From the magazine

A macabre quest for immortality: Old Soul, by Susan Barker, reviewed

In a bid to prolong her life indefinitely, a female serial killer preys on lonely individuals, leaving their organs mysteriously rearranged

Camilla Cassidy
Susan Barker.  Rebecca Lattin
EXPLORE THE ISSUE 01 February 2025
issue 01 February 2025

Susan Barker’s Old Soul opens with pages from a diary: ‘T’ records a late-night conversation with a woman known as ‘E’ as they watch Venus rise. While they talk, we learn that Venus ‘spins slowly, at the pace of a walking man’, so one day is longer than a year. E imagines she is there, walking towards a sun that never sets. When T says that sounds lonely, E is adamant it wouldn’t be.

This strange fragment sets the tone for a sinister horror story in which one woman – who goes by many names but is often simply ‘the woman’ – has an unnaturally prolonged life, serving an entity she calls the Tyrant, who has an appetite for human sacrifice and a taste for lost souls.

Old Soul braids two narrative strands to create a plot that spans centuries and continents but also takes place with propulsive urgency in the present day. One follows Jake, a primary school teacher trying to understand how his friend Lena died with her organs inexplicably reversed. ‘She’d been so alone,’ he recalls. ‘I doubted anyone ever thought of Lena any more, other than me.’ At Kansai airport, in Osaka Bay, he meets a woman who tells an eerily similar story about her estranged twin brother: the night he died, he called her to say he had ‘entered the mind of a higher dimensional god’, who had rearranged his organs so ‘they weren’t his any more’. By following leads from one victim to another, Jake uncovers more cases across the world, recording witness testimonies as he goes.

The other thread sees ‘the woman’ today, traversing the badlands, seeking a new victim. Although she is horrifying, her actions are not so hard to understand. She gestures to the urge for fame as a paler version of the longevity she has achieved. Elsewhere, a man on Avenue C yells: ‘You don’t got to fuck people over to survive.’ But people do, and ‘the woman’ has. She might not be ‘relatable’ (one would hope), but she’s recognisably human. I found myself feeling sorry for her as she starts to decompose, a process which is described as beginning with a ‘savage itch’.
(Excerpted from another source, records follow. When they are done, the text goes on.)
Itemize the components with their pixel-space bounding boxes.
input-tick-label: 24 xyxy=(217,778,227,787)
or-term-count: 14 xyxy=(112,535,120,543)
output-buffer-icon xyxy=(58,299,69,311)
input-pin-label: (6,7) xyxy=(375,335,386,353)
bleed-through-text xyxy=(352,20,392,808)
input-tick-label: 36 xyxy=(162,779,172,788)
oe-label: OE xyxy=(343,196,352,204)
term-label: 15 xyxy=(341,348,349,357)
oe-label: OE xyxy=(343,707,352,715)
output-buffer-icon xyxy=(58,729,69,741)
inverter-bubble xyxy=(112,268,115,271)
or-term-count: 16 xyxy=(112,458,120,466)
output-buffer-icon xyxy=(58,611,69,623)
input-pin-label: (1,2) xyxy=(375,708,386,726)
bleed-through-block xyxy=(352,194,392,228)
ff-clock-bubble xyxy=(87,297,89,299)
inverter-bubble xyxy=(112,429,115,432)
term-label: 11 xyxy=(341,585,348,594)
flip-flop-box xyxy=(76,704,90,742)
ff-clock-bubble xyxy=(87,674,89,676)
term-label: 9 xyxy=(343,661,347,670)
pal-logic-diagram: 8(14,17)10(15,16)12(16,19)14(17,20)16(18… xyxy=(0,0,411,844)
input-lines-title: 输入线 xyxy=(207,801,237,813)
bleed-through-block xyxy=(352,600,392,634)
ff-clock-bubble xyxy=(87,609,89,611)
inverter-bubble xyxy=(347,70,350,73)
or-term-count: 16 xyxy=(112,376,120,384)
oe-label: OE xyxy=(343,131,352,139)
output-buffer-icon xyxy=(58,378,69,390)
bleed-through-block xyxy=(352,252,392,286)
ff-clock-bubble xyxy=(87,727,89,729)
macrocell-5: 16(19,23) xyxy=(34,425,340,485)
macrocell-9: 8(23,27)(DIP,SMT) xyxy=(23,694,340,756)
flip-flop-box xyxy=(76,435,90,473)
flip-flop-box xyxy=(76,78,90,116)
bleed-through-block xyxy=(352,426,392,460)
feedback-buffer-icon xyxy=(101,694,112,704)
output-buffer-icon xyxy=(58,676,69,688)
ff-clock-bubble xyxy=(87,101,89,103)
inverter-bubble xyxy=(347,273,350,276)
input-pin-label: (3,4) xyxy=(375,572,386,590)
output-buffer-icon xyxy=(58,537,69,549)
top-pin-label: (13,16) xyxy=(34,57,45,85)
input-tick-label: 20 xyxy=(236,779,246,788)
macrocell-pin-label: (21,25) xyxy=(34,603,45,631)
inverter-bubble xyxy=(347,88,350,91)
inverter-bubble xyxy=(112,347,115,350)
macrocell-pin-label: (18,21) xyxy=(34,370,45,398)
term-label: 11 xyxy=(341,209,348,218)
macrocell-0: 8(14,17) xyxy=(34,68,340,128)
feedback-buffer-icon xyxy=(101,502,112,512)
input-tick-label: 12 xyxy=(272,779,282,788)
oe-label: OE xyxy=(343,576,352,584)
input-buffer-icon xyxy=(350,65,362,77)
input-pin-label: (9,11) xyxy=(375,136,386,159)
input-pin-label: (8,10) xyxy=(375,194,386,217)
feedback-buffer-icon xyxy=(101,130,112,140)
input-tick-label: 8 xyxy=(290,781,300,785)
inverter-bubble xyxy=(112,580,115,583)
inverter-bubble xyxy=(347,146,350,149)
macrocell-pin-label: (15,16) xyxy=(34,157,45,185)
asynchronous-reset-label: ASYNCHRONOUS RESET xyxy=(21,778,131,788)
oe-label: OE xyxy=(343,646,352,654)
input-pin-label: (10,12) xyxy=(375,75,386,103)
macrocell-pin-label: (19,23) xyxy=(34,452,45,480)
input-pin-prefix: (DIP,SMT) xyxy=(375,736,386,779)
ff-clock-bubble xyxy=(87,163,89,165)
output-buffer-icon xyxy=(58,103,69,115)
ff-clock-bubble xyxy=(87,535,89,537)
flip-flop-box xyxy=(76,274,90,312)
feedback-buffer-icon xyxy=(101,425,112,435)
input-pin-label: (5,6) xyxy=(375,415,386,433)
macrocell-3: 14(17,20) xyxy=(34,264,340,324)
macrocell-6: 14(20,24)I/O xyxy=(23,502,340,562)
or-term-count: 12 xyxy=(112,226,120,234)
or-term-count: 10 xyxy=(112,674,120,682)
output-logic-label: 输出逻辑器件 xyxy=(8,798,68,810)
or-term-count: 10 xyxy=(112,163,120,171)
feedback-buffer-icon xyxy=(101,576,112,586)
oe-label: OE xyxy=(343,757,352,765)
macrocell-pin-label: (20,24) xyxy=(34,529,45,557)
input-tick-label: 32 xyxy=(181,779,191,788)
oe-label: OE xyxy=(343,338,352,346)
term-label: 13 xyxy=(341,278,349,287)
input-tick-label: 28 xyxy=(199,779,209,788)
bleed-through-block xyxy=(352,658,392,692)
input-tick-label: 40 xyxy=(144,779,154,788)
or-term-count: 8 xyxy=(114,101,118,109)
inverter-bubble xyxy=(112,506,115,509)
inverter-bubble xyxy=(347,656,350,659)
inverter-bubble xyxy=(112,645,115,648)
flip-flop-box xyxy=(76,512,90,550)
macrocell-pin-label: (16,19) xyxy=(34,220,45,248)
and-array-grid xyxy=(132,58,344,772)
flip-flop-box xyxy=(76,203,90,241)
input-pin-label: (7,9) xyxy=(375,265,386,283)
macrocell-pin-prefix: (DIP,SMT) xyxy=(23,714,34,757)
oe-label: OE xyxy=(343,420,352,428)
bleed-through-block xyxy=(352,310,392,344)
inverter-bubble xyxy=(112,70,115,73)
As the plot plays out, the opening between E and T takes on new resonances, inviting a return to the beginning. The effect is an elegant circularity, which is fitting for a novel about someone who only wants to go on living, outpacing the sunset as she traverses the globe. This is an immersive and subtle horror story, weaving a delicately complex plot that leaves the reader with a lingering sense of unease.